Chris started with a MAXNC 10 open-loop machine. The included driver boxes (which we came to understand were complete crap) use one pin per winding. This requires two parallel ports for 4 axes. So, a year or so ago, before he switched to L297/8-based boards, I helped Chris design an avr-based translator from step+direction pulses to the individual winding activation signals. Today I'm posting the program, which I compiled with avr-gcc. In the future I might post the board, which was a double sided design created in eagle.

The program itself is small, but a atmega16 is required because of the requirement for 8 inputs and 16 outputs.

A trick is used to increase the number of interrupts: In addition to the INT0 and INT1 signals, the external counter pins are used as interrupts. By preloading the counters with 0xff (8-bit T0) and 0xffff (16-bit T1), the next rising edge seen on the pin will trigger an interrupt.

We initially had problems with the board losing steps. I believe this was fixed by making the correct settings in EMC: The "step" signal is active high, and the direction signal is latched after the "step" signal is asserted.

I don't know for sure how fast this board can go; It obviously depends on the clock speed you choose from the AVR. Based on what I recall about reading the disassembly, a "step" pulse took around 50 AVR cycles to finish being translated. This means that if it sees an edge on all 4 step pins at once, the direction output must still be valid up to 200 AVR cycles after the step, or 12.5us at 16MHz. Similarly, this would indicate a maximum step rate of 80kHz at 16MHz. In practice, I think that Chris's machine was limited to about 12ipm at that time, a step rate of 1600Hz, so we didn't get anywhere near these theoretical limits.

I had one thought when I looked at this program today. With an atmega16 there is no reason to use PROGMEM for the motor stepping pattern.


Work order:
Check each line of the material that follows, and copy those holding the string "Prophet".

Provided material:
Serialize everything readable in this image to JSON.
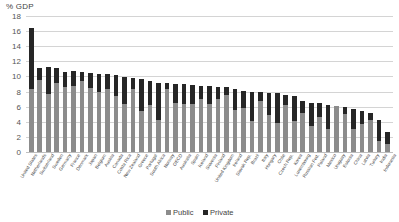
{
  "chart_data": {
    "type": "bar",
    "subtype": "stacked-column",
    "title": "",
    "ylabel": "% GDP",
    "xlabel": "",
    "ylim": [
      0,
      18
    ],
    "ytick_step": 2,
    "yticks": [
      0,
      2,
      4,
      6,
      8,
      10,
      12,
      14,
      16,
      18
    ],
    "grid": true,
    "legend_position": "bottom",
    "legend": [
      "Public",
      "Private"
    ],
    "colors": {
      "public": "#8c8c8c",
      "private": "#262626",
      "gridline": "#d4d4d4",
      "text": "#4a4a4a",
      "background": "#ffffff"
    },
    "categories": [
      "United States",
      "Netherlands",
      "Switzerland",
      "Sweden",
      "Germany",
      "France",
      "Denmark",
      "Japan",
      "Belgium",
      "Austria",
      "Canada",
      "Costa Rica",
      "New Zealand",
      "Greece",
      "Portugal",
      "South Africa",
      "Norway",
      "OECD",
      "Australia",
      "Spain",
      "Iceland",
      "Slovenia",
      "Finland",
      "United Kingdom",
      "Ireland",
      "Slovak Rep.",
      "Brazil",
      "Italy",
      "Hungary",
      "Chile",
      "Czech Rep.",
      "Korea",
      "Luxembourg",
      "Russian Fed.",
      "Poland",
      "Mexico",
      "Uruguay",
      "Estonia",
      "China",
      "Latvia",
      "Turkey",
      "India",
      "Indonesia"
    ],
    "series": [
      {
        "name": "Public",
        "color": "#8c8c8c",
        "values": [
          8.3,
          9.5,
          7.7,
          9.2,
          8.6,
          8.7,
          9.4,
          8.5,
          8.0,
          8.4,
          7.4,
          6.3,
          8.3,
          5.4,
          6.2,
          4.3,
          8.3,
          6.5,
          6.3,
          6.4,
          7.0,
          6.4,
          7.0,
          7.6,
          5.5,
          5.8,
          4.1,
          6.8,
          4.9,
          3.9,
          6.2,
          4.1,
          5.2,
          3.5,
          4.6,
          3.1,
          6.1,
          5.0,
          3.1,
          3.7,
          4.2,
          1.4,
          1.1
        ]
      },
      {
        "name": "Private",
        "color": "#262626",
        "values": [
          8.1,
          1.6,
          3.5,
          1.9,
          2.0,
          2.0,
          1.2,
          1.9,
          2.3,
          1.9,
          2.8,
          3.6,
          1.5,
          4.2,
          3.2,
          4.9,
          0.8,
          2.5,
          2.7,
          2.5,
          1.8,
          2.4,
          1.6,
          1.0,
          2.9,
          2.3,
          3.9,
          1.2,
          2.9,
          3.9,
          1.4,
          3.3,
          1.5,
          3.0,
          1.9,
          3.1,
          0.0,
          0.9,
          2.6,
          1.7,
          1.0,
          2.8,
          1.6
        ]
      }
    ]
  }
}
* * *
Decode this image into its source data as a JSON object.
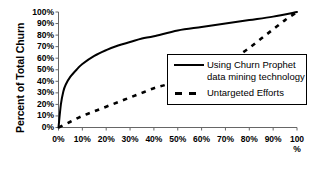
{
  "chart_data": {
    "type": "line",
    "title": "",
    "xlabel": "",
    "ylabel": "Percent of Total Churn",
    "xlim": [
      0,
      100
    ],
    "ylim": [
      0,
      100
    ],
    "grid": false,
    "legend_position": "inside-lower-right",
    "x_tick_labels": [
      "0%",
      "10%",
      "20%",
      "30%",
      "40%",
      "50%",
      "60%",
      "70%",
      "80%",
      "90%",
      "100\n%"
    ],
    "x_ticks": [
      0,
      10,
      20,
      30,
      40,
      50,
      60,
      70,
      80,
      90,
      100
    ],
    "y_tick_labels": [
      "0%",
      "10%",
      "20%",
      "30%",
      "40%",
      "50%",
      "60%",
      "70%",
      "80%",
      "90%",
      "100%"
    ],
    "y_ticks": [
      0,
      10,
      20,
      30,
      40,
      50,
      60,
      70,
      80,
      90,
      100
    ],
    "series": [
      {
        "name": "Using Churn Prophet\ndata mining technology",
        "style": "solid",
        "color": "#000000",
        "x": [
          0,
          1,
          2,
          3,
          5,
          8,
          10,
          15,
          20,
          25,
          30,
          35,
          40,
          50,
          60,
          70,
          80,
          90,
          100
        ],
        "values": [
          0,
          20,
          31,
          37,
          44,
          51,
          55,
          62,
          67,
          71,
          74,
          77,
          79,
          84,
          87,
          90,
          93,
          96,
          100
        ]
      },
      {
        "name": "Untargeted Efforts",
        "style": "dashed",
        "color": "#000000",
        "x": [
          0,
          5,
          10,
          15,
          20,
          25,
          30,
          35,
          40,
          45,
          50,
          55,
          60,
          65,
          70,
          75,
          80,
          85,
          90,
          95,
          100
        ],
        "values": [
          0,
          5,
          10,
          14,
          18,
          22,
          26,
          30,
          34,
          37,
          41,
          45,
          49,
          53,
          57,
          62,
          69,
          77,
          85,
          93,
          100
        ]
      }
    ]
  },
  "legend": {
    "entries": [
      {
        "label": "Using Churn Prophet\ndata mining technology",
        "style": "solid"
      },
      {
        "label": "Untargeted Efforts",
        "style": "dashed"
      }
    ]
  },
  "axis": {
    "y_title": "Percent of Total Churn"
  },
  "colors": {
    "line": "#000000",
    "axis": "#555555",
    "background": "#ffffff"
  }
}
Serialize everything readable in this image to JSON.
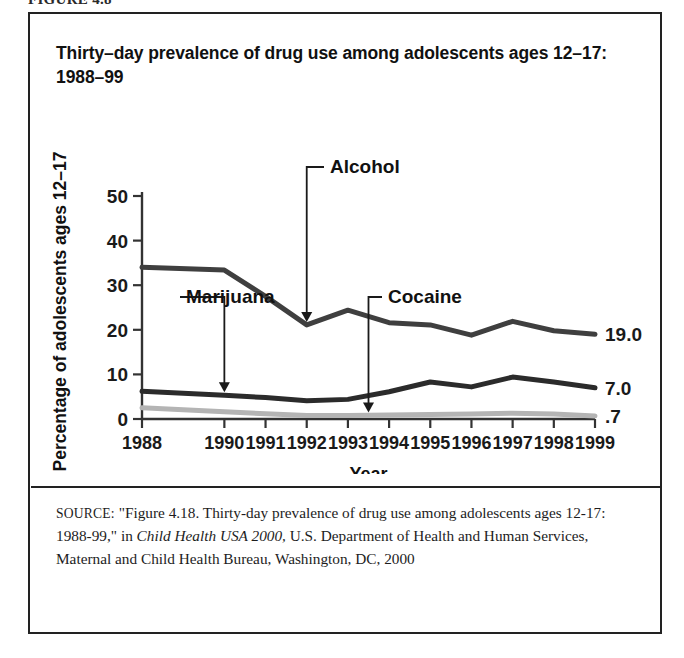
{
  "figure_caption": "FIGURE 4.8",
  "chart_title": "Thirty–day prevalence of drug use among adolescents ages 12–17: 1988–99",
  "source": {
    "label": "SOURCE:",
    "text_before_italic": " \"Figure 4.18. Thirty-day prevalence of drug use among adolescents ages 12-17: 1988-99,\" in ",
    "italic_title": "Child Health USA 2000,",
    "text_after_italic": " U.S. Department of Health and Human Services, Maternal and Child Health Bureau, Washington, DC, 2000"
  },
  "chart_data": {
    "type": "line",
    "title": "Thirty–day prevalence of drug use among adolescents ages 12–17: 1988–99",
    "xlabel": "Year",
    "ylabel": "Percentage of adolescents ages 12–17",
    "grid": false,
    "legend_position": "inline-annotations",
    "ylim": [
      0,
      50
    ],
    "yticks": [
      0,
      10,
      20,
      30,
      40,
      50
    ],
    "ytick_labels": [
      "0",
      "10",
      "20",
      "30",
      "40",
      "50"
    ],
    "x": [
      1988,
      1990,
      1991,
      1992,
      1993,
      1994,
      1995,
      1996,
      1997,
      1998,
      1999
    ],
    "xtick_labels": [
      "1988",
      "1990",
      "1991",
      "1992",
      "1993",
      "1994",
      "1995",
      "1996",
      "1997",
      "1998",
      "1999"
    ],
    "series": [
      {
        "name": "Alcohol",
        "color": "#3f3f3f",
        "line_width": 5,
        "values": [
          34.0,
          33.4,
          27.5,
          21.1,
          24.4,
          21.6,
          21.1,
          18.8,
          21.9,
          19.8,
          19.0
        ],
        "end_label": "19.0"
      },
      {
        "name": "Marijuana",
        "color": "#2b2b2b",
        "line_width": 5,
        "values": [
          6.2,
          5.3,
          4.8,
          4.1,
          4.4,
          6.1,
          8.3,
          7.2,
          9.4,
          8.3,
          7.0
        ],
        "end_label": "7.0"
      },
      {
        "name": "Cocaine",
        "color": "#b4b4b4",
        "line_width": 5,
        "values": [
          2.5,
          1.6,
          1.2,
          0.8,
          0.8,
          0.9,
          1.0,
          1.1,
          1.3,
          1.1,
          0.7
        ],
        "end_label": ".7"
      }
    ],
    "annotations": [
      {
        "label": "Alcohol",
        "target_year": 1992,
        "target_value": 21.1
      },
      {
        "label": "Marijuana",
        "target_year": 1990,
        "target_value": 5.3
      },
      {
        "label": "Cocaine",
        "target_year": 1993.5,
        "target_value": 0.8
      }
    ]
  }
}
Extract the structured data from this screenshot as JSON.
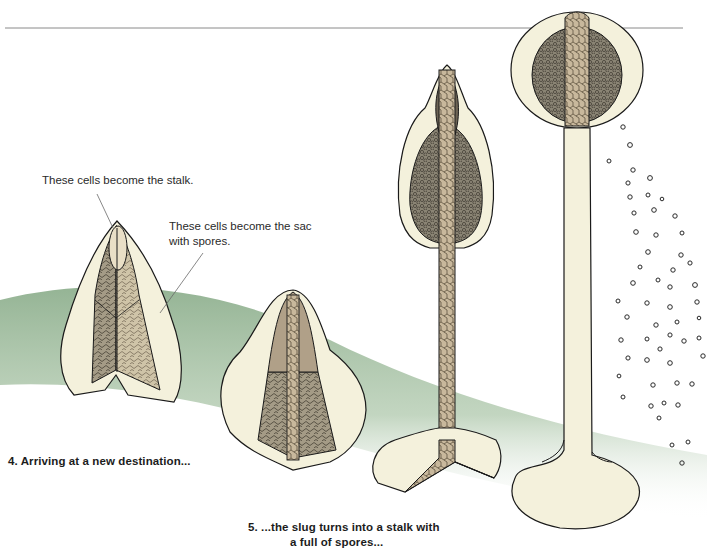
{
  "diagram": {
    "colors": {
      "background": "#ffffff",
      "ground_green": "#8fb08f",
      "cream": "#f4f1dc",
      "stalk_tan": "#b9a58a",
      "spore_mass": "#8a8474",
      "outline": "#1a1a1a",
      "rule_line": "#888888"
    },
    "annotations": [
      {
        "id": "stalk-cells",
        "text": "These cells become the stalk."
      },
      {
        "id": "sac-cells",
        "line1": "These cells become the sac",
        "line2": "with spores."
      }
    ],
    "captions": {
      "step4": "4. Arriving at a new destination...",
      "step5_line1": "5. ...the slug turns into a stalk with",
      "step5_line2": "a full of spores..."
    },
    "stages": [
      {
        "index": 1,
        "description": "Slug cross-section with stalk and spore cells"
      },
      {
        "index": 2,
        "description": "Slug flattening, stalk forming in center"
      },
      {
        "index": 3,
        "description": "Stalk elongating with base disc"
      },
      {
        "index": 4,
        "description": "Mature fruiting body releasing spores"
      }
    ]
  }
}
==
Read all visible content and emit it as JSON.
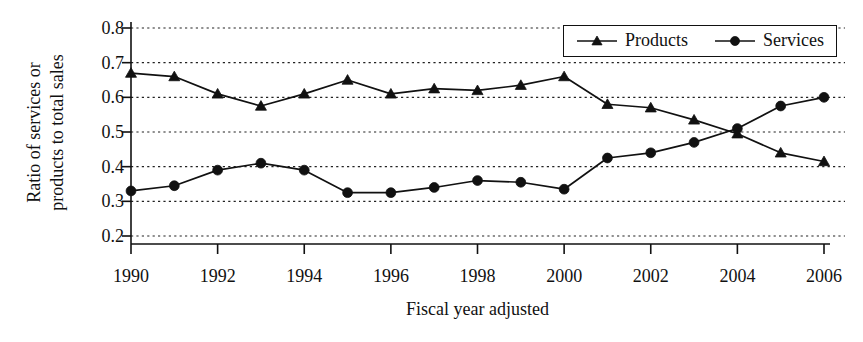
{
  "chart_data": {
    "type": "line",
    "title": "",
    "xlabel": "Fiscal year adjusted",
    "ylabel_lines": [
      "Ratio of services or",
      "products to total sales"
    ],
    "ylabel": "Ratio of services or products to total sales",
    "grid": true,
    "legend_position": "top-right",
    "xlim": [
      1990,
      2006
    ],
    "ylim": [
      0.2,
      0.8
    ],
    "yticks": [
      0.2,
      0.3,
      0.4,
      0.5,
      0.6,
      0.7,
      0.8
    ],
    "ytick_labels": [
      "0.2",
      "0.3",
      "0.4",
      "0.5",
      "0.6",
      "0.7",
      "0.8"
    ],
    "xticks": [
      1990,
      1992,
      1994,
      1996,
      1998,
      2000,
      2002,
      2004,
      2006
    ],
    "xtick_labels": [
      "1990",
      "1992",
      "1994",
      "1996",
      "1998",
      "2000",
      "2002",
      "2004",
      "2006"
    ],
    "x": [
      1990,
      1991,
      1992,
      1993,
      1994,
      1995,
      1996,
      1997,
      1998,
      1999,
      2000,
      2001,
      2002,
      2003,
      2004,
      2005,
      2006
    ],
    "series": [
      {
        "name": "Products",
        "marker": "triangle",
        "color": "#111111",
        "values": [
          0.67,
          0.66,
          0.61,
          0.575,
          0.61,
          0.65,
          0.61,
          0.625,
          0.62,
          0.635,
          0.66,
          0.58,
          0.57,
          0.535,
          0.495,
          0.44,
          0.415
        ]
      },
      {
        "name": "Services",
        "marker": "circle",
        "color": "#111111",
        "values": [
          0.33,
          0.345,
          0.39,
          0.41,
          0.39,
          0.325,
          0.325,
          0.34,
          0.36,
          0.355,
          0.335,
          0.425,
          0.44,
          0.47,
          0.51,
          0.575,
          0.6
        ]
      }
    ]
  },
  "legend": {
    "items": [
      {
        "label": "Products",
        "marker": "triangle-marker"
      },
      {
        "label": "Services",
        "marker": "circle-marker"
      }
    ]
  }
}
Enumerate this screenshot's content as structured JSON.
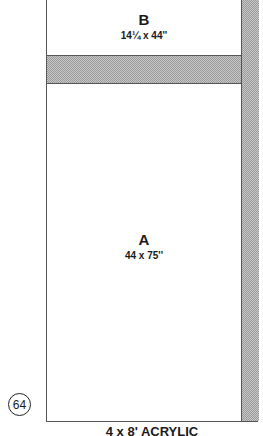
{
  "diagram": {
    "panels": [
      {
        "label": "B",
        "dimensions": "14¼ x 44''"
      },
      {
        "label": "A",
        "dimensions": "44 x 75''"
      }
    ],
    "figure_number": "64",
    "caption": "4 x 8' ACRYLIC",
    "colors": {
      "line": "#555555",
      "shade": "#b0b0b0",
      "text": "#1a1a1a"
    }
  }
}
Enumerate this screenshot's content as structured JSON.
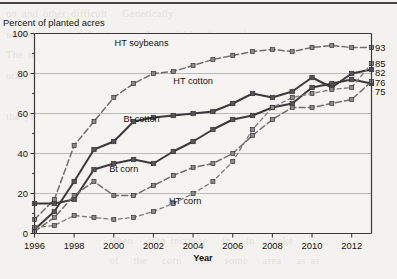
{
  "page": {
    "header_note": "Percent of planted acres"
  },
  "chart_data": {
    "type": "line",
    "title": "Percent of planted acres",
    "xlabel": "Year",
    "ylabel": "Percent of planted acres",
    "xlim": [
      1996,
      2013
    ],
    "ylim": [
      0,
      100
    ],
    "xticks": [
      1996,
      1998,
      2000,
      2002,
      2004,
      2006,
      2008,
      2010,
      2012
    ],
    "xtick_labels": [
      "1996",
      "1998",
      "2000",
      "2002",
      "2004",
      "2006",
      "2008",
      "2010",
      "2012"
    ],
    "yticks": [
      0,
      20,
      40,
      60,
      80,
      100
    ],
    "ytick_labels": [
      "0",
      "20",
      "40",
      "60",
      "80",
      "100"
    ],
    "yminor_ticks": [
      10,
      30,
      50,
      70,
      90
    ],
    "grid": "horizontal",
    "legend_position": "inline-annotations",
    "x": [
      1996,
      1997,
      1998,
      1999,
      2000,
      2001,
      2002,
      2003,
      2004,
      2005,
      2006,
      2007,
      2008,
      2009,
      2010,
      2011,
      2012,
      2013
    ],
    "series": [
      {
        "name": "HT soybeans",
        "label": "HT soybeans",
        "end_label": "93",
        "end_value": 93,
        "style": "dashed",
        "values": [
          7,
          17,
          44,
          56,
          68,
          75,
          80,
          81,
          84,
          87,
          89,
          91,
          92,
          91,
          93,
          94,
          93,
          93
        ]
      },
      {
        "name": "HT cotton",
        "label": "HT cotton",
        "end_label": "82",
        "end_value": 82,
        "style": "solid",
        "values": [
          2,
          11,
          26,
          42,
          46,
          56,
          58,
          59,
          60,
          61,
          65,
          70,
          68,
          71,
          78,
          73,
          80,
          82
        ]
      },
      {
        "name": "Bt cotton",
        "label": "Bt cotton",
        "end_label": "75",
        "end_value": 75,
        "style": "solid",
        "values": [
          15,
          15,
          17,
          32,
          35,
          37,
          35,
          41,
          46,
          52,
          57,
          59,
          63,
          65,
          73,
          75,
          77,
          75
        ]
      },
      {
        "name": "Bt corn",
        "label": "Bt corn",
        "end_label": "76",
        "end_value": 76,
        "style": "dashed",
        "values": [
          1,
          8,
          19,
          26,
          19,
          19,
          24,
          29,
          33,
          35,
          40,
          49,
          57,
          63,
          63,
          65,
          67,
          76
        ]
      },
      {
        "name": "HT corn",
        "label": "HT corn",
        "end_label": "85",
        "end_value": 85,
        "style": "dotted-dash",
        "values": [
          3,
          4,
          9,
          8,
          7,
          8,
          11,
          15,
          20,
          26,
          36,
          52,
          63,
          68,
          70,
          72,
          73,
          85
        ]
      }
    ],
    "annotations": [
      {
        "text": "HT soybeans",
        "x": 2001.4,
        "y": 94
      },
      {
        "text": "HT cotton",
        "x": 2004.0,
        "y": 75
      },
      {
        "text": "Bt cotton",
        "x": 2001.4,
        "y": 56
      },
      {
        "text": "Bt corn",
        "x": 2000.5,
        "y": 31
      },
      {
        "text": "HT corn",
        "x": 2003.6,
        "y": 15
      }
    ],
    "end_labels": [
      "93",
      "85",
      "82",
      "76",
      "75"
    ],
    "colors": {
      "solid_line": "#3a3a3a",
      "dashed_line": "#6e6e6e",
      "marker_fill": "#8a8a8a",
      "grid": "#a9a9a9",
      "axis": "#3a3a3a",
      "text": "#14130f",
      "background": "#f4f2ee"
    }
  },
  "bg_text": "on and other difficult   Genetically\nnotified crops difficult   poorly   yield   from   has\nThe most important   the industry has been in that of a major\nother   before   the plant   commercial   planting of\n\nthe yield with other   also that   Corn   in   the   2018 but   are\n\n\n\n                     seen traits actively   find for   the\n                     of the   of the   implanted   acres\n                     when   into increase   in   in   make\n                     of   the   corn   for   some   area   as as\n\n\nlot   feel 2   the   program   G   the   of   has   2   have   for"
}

Solution:
        "name": "Using Churn Prophet\ndata mining technology",
        "label": "Using Churn Prophet\ndata mining technology",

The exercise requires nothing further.